Music Break. Friday Bonus Edition

Ploughing through the blog’s archives to come up with a fair selection of ten videos for next week’s year-end lists, I wondered why we haven’t written about the Congolese Salaam Kivu All Stars. Things went well in Goma, Kivu during the elections last week. A year ago, youth and media organization Yole! Africa staged the SKIFF festival in Goma (where they also shot the first video below), and they were planning to do so again this year. ‘Saisir l’Avenir’ means as much as ‘to seize the Future.’

Get ready for a work out. Angolans The Shine and Portugal’s Throes do “kuduru rock”:

Okay, after that workout, we can slow down. Nice 10 minute live set by James Farm, the American “acoustic jazz quartet” consisting of saxophonist Joshua Redman, pianist Aaron Parks, bassist Matt Penman, and drummer Eric Harland. Recorded at The Jazz Standard.

And 18 minutes (also recorded live at The Jazz Standard) of Ambrose Akinmusire and his Orchestra:

http://www.youtube.com/watch?v=TNRqk5WygpM

Finally, we had this one on our Facebook page earlier this week. Tamikrest backstage at a music festival in Switzerland:

Further Reading

Sovereignty beyond the nation

A new history of the interwar Latin American left recovers the rich debates over race and self-determination that shaped the region’s anti-imperial politics—and still resonate today.

Fields of dependency

As the US-Israel war on Iran disrupts fertilizer supply, Africa’s reliance on imported inputs exposes the deeper political economy driving food insecurity.

Whose progress?

A new documentary reveals how Ethiopia’s manufacturing push redistributes land, labor, and opportunity—delivering gains for some while displacing others.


Task to complete. Scan the entries for lines with the word "name", then copy those lines.

Given entries.
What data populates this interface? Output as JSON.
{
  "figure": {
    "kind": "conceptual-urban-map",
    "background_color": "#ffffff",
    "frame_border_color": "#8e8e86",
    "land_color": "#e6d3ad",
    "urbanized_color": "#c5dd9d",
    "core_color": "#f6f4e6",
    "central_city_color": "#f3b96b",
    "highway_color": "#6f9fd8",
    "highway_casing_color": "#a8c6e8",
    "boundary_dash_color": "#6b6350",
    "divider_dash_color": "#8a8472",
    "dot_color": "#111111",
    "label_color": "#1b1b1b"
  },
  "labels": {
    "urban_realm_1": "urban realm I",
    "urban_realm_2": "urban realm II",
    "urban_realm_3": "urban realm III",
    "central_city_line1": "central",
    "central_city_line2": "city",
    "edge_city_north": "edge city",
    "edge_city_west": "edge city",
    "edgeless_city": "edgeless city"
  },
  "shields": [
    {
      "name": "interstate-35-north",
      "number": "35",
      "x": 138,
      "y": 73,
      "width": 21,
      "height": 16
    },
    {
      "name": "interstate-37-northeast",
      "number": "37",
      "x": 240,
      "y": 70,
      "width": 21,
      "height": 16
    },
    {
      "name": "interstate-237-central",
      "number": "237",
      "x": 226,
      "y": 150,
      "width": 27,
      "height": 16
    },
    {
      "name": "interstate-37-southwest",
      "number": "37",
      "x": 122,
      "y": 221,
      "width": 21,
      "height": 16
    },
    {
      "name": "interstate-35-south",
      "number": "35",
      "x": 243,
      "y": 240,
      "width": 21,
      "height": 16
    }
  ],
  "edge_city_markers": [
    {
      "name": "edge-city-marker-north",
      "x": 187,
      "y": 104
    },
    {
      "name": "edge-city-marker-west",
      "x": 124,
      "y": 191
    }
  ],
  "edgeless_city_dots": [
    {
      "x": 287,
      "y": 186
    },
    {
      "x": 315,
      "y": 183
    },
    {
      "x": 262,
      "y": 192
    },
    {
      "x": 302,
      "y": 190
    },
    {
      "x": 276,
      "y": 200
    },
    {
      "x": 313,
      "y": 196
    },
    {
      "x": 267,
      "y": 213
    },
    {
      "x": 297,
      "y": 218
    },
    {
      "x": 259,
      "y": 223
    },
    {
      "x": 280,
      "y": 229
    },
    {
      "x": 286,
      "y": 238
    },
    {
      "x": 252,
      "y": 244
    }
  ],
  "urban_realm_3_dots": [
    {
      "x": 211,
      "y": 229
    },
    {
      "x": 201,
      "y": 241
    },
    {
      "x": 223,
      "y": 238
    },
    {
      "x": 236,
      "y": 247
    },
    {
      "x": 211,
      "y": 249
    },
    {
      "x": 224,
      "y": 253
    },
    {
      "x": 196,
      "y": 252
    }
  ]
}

==

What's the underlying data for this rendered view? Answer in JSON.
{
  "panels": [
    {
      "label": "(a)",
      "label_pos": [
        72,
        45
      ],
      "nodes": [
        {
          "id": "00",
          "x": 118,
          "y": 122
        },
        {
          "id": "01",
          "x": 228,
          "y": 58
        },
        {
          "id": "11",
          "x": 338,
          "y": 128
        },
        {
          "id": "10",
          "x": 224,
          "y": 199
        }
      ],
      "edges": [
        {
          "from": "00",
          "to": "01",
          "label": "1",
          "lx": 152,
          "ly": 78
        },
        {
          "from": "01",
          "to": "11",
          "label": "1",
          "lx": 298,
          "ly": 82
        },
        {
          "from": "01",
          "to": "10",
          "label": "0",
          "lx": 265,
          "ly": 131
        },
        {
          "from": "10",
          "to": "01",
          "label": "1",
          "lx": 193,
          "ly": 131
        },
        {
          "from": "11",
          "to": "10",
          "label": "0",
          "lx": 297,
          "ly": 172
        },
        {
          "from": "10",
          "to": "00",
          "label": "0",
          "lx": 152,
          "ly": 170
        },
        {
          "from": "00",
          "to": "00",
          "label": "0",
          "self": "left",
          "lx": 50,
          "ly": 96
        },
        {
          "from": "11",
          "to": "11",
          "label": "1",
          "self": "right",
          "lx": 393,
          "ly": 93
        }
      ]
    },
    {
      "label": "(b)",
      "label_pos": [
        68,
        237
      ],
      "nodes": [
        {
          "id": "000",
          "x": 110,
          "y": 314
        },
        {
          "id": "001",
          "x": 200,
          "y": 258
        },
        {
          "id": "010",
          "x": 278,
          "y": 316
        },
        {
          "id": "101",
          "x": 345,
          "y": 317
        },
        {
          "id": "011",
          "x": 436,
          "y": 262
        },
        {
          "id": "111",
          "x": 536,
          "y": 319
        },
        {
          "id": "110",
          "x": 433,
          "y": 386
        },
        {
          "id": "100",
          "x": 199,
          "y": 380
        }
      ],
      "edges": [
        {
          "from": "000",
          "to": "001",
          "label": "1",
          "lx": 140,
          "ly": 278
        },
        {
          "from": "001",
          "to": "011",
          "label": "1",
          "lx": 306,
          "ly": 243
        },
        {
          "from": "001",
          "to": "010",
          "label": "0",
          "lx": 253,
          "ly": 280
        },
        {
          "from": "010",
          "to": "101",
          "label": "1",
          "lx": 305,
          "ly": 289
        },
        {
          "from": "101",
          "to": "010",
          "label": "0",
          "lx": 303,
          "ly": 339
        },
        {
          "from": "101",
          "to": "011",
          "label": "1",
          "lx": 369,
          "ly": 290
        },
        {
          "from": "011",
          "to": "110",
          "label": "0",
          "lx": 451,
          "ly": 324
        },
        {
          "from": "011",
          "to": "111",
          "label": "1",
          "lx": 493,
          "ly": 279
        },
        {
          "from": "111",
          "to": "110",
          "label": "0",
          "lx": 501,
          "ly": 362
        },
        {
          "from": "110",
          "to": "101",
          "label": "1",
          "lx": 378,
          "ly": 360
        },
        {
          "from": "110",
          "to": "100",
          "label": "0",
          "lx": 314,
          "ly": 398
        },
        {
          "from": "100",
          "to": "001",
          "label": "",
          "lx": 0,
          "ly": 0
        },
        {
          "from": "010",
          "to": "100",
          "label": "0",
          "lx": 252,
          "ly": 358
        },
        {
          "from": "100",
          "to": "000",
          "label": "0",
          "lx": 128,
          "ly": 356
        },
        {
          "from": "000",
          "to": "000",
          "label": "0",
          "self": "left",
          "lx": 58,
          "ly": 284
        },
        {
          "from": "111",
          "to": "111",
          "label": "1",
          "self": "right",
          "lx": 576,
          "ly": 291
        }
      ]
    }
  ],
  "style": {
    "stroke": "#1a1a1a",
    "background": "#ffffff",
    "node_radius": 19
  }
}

The completed task.
      "name": "interstate-35-north",
      "name": "interstate-37-northeast",
      "name": "interstate-237-central",
      "name": "interstate-37-southwest",
      "name": "interstate-35-south",
      "name": "edge-city-marker-north",
      "name": "edge-city-marker-west",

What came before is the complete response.